Shortly after that, she went to a Long Beach march and met people from RiseUp4AbortionRights. She went to a Long Beach action and met volunteers with the group who said that they needed more people.
Formed in January of 2022, RiseUp4AbortionRights saw a vacuum and they saw a demand. It was the only voice that Waite could find that was wanting to fight this decision and not prepare to live in a post-Roe world.
“The draft decision made me sad and scared, but through this collective righteous
fury of the women I was working with, I was mad,” Waite said. “We have to do this thing for women everywhere.”
Throughout the summer, Waite protested and marched around the Los Angeles area, including Venice Beach and Long Beach. At the events, Waite and her fellow activists hand out stickers and flyers to people sitting at outdoor cafes and looky-loos.
RiseUp uses the green scarf (pañuelo verde) as was used in the Green Wave in Latin America, where women rallied together on the streets for abortion rights. The green wave in Latin America started in kitchens and living rooms and built in a grassroots fashion.
Hernandez thinks that she and Waite share the strength of not being afraid to challenge people to not become normalized to this.
“She doesn’t mince words when it comes to the reality of what it means when abortion illegal,” Hernandez said. “She is very good at making the argument to people that voting is not going to be
enough.”
Chelsea Mesa, an activist and a funeral Arranger in Long Beach said that knows how busy Becca is and that makes her want to keep going.
“I love marching with Becca,” Mesa said. “She keeps it light and fun.”
Danica Riedlinger is one of Waite’s friends, and she has seen Waite’s passion for the abortion rights movement.
“She didn’t even go to my birthday party because she was out there protesting,” she
said.
“She texted me on my birthday right after Roe versus Wade got overturned
and said, ‘Hey girl, I am not going to make it to your birthday.
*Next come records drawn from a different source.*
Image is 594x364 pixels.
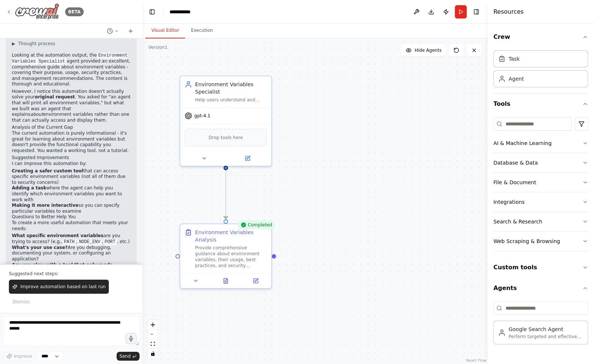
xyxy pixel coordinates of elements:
span: Thought process [18,41,55,46]
li: where the agent can help you identify which environment variables you want to work with [12,185,131,202]
button: Web Scraping & Browsing [493,232,588,251]
span: Dismiss [12,299,29,305]
span: Send [120,353,131,359]
button: Crew [493,26,588,47]
span: ▶ [12,41,15,46]
strong: What specific environment variables [12,233,104,238]
div: Completed [238,221,275,229]
strong: What's your use case? [12,245,68,250]
p: The current automation is purely informational - it's great for learning about environment variab... [12,131,131,153]
button: Dismiss [9,296,34,307]
h4: Resources [493,8,523,16]
button: Custom tools [493,257,588,278]
p: However, I notice this automation doesn't actually solve your . You asked for "an agent that will... [12,89,131,123]
div: Crew [493,47,588,93]
h2: Analysis of the Current Gap [12,125,131,131]
button: Open in side panel [243,276,268,285]
button: Switch to previous chat [104,26,122,35]
div: Agents [493,298,588,350]
g: Edge from 661fc3a1-d806-45d6-9922-1a571e0646fd to a25b7684-e102-437e-a856-129e0c661f5a [222,169,230,219]
button: Open in side panel [227,153,268,163]
li: rather than all system variables (for security reasons)? [12,262,131,279]
strong: original request [35,94,75,99]
button: Start a new chat [125,26,137,35]
div: Web Scraping & Browsing [493,238,560,245]
span: Drop tools here [209,134,243,141]
button: Database & Data [493,153,588,172]
h2: Suggested Improvements [12,155,131,161]
button: Integrations [493,192,588,212]
code: Environment Variables Specialist [12,52,128,65]
strong: Adding a task [12,185,47,191]
div: Agent [509,75,523,82]
span: Hide Agents [414,47,442,54]
strong: Are you okay with a tool that only reads specific variables [12,262,112,273]
li: so you can specify particular variables to examine [12,202,131,214]
button: Execution [185,23,219,38]
button: toggle interactivity [148,349,158,358]
button: Click to speak your automation idea [125,333,137,344]
div: Help users understand and work with environment variables safely, providing guidance on environme... [195,97,267,103]
div: Tools [493,114,588,257]
div: AI & Machine Learning [493,139,552,147]
li: Are you debugging, documenting your system, or configuring an application? [12,245,131,262]
button: zoom in [148,320,158,329]
p: To create a more useful automation that meets your needs: [12,220,131,232]
button: Search & Research [493,212,588,231]
button: Improve [3,351,35,361]
button: fit view [148,339,158,349]
div: Version 1 [148,44,168,50]
code: PATH [62,238,76,245]
button: ▶Thought process [12,41,55,46]
strong: Making it more interactive [12,202,78,208]
button: zoom out [148,329,158,339]
a: React Flow attribution [466,358,486,362]
button: Agents [493,278,588,298]
div: Integrations [493,198,525,206]
div: File & Document [493,179,536,186]
button: View output [210,276,241,285]
nav: breadcrumb [170,8,198,15]
div: Environment Variables Analysis [195,228,267,243]
button: Improve automation based on last run [9,279,109,293]
button: AI & Machine Learning [493,133,588,153]
div: Perform targeted and effective Google searches to find the most relevant, up-to-date, and credibl... [509,333,583,339]
span: gpt-4.1 [194,113,210,119]
strong: Creating a safer custom tool [12,168,83,173]
div: Search & Research [493,218,542,225]
button: Visual Editor [145,23,185,38]
em: about [31,112,44,117]
h2: Questions to Better Help You [12,214,131,220]
button: Hide left sidebar [147,6,157,17]
p: I can improve this automation by: [12,161,131,166]
img: Logo [15,4,59,20]
button: Hide right sidebar [471,6,482,17]
li: that can access specific environment variables (not all of them due to security concerns) [12,168,131,186]
code: PORT [103,238,117,245]
div: Environment Variables SpecialistHelp users understand and work with environment variables safely,... [180,75,272,166]
div: React Flow controls [148,320,158,358]
p: Suggested next steps: [9,271,134,276]
button: Hide Agents [401,44,446,56]
span: Improve [14,353,32,359]
div: CompletedEnvironment Variables AnalysisProvide comprehensive guidance about environment variables... [180,223,272,289]
div: Task [509,55,520,62]
div: BETA [65,8,84,16]
p: Looking at the automation output, the agent provided an excellent, comprehensive guide about envi... [12,52,131,87]
li: are you trying to access? (e.g., , , , etc.) [12,233,131,245]
div: Google Search Agent [509,325,583,333]
button: Send [117,352,140,360]
button: Tools [493,93,588,114]
div: Environment Variables Specialist [195,81,267,95]
button: File & Document [493,173,588,192]
div: Provide comprehensive guidance about environment variables, their usage, best practices, and secu... [195,245,267,268]
code: NODE_ENV [77,238,102,245]
span: Improve automation based on last run [21,283,105,289]
div: Database & Data [493,159,537,166]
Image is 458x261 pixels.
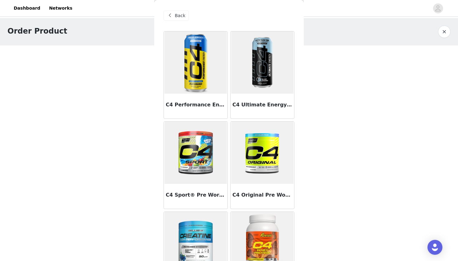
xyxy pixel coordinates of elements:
img: C4 Ultimate Energy® Carbonated [231,31,293,94]
h3: C4 Ultimate Energy® Carbonated [232,101,292,109]
h1: Order Product [7,26,67,37]
span: Back [175,12,185,19]
div: Open Intercom Messenger [427,240,442,255]
a: Dashboard [10,1,44,15]
img: C4 Original Pre Workout Powder [231,122,293,184]
a: Networks [45,1,76,15]
img: C4 Performance Energy® Carbonated [164,31,227,94]
img: C4 Sport® Pre Workout Powder [164,122,227,184]
h3: C4 Original Pre Workout Powder [232,191,292,199]
h3: C4 Performance Energy® Carbonated [166,101,225,109]
h3: C4 Sport® Pre Workout Powder [166,191,225,199]
div: avatar [435,3,441,13]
I am protesting in Downtown L.A.’ I feel like that was the best present she could have given me.”
An Uncertain Future for Women
Waite said that most people know someone who has had an abortion, as an average of one in four women get abortion care.
“The people and the entities that have worked hard to overturn Roe and take away abortion rights have the purpose to knock back women and to take away the ability for them to control their futures,” Waite said.
Pierce College History professor Sheryl Nomelli teaches about the Role of Women in American History in her class.
“This is a really controversial topic for a lot of people who have been raised with religious ideology that makes them question their morality and ethics of terminating a pregnancy,” Nomelli said. “What I tell my students is that no matter how you personally feel about whether you could or should end a pregnancy with abortion, you have to ask yourself— is it your right to impose your personal decisions on every other woman in the country?”
Waite said that she was raised very Catholic with conservative and religious parents. Waite no longer holds those religious beliefs she was raised with.
“A lot of the contradictions and a lot of the bigotry that I see in the name of religion has really turned me away from religion,” Waite said. “I respect that
for people. I think that the big thing about bringing religion as a reason to
be against abortion is that it is your religion.”
Waite said that the people that have been affected before the Dobbs decision are the most greatly affected now.
“People who already lived in abortion deserts, the undocumented folks, women who are incarcerated or women who live in abusive or controlling relationships,” Waite said. “They already didn’t have the ability to access the care and abortion services that they needed.”
A lot of the biggest mainstream organizations like Planned Parenthood and a lot of abortion funds want to focus on funding abortions and making abortion pills accessible.
Waite feels like there is a lot of passivity with the abortion rights community, and they
are conceding defeat of living in a post-Roe world of abortion pills, abortion funds and voting.
“None of those things have ever been enough,”Waite said. “Suffragettes didn’t even win the right to vote through voting.”
Waite supports that argument by using the stop the steal movement, where radical right wingers refuse to accept the results of elections.
On top of voting, she believes there are other ways to fight for abortion rights, including conversations with friends and family, photography and creating flyers, art, posters and TikTok videos.
Waite also said that they are always looking for graphic designers and for people in sciences who can write or speak out to spread the green wave.
“To me there is no action too small,” Waite said. “Anybody that speaks up and cares about a cause is an activist.”